> How can roots be changed without a redo of the universe?
This is a very interesting question and I think reflects a mismatch between how we commonly think about of foundations of mathematics and what role foundations actually play in mathematics. There's no recording online but I recommend looking at the slides to Mike Shulman's talk from JMM 2022 where he discusses this point: http://sigmaa.maa.org/pom/Slides/shulman-2022jmm.pdf . Mike works on, among other things, homotopy type theory, the subject of the original article.
His basic point is that we should think of math more like programs that we can "compile" to various backends. If your math is high level it's not necessarily tied to a particular "architecture" like ZFC.
> Math isn’t empirical: it’s assumed axioms which define a formal system.
There are mathematicians who would disagree. They would say that math is discovered, not invented and that axioms don't actually matter. They would also say that mathematicians may study axioms using mathematical methods but need not base their methods on axioms or formal systems. They would say that you can switch out your foundations and have the same math for all purposes you care about (if you don't care about axioms).
While I don't agree with everything there, I think they definitely make a point that's worth thinking about. For example, very few mathematicians would be able to spell out from memory "their basic axioms" (maybe ZFC, category theory, etc., maybe they don't even know or care, or switch depending on context). Now why is that? Their work is so far removed from foundations that they don't have to care. They will rightfully demand that their theorems and ways of reasoning be supported by the axioms. Beyond that, you can tinker and change them all you please. They only need a small part of your foundations to do their work. Crucially, most of them wouldn't "waste" their precious time on e.g. "formalizing that minimal foundation".
Maybe one could view foundations as a bunch of programming languages where using the high level features looks indistinguishable and almost noone uses the low-level. I think this intuition strongly suggests that eventually computers will win and all mathematicians will use proof systems (maybe without even knowing how they work under the hood). That is, until maybe the machines surpass their reasoning ability so much that humans are obsolete in that space.
Mathematicians who thought that way are what led to formalisms:
They couldn’t agree on if continuity implied the existence of a derivative, necessitating the need for formal models and reasoning.
Most software engineers don’t care about compiled assembly (and their work can be compiled to many flavors), yet it’s accurate to describe their work as creating streams of assembly instructions which can be automatically executed by a cleverly designed piece of silicon.
The goal of formalisms has always been precisely what you say: a low-level backend that supports the high-level abstractions of working mathematicians. But just as with computers, it’s worth understanding “the stack” to appreciate what mathematics is.
empirical mathematics will never subsume all of mathematics, unless we have AGI then a strong maybe. This goes back to Plato at least, who said incommensurability is not something the physical senses could ever know. Physical lengths with no common unit measure will never be found empirically, as the instruments will first be assumed to not be precise enough.
There’s no round about way through empirical means to incommensurability. Some wider-than-empiricism epistemology must be incorporated because of this one example.
The empirical/constructive? mathematicians are right to differentiate their method. But their method is unable to handle some math. And that’s fine.
I think this extends to computers. The Halting problem is too similar to empirical ulimitations. Now maybe some kind of AGI that is smarter than humans could one day peer into this non-emprical mathematical world much better than us. But will we be able to confidently trust everything it claims? Will we run empirical tests on it to make sure it’s functioning correctly and therefore trust it’s conclusions? Maybe. It’s kind of hard to say right?
Math works on tons of things that don't exist. Physics uses math because it seems to work (most) of the time. The assumption that the universe works mathematically is just an assumption that hasn't failed catastrophically yet.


▶ [WHAT YOU ARE ASKED TO DO] Print the line that has "Identify the location of span: 1." in it, then every remaining line of the data, exactly and without anything extra.

▶ [SUPPLIED DATA]
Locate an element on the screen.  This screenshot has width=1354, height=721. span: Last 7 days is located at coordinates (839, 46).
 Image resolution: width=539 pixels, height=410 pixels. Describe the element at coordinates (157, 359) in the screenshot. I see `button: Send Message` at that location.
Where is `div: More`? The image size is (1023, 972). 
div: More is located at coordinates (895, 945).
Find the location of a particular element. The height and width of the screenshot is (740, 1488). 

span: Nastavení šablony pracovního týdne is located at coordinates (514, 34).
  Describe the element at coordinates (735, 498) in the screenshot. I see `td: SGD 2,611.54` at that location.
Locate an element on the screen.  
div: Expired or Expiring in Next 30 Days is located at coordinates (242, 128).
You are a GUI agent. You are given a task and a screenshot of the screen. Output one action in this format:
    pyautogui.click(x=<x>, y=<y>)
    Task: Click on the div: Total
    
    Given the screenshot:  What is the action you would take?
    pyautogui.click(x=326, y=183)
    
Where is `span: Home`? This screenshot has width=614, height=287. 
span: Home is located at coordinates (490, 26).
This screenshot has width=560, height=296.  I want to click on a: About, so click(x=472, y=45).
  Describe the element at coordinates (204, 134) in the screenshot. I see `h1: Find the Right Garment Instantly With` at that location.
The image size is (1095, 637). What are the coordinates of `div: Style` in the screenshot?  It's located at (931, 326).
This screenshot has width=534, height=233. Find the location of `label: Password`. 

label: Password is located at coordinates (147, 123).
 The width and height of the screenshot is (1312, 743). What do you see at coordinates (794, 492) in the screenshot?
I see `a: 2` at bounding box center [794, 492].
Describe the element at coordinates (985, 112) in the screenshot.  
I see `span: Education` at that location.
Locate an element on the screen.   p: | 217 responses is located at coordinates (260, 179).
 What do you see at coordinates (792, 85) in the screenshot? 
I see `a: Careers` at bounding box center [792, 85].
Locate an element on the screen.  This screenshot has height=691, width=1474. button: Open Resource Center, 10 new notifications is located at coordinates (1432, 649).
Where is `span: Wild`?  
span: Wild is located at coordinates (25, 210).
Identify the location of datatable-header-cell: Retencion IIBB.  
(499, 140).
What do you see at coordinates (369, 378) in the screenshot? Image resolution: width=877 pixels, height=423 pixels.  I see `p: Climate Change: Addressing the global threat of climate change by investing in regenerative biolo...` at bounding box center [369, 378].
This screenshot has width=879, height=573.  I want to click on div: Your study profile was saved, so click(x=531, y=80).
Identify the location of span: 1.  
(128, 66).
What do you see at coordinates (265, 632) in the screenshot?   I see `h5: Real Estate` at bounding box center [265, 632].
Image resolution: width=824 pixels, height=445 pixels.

▶ [ANSWER TO THIS TASK]
Identify the location of span: 1.  
(128, 66).
What do you see at coordinates (265, 632) in the screenshot?   I see `h5: Real Estate` at bounding box center [265, 632].
Image resolution: width=824 pixels, height=445 pixels.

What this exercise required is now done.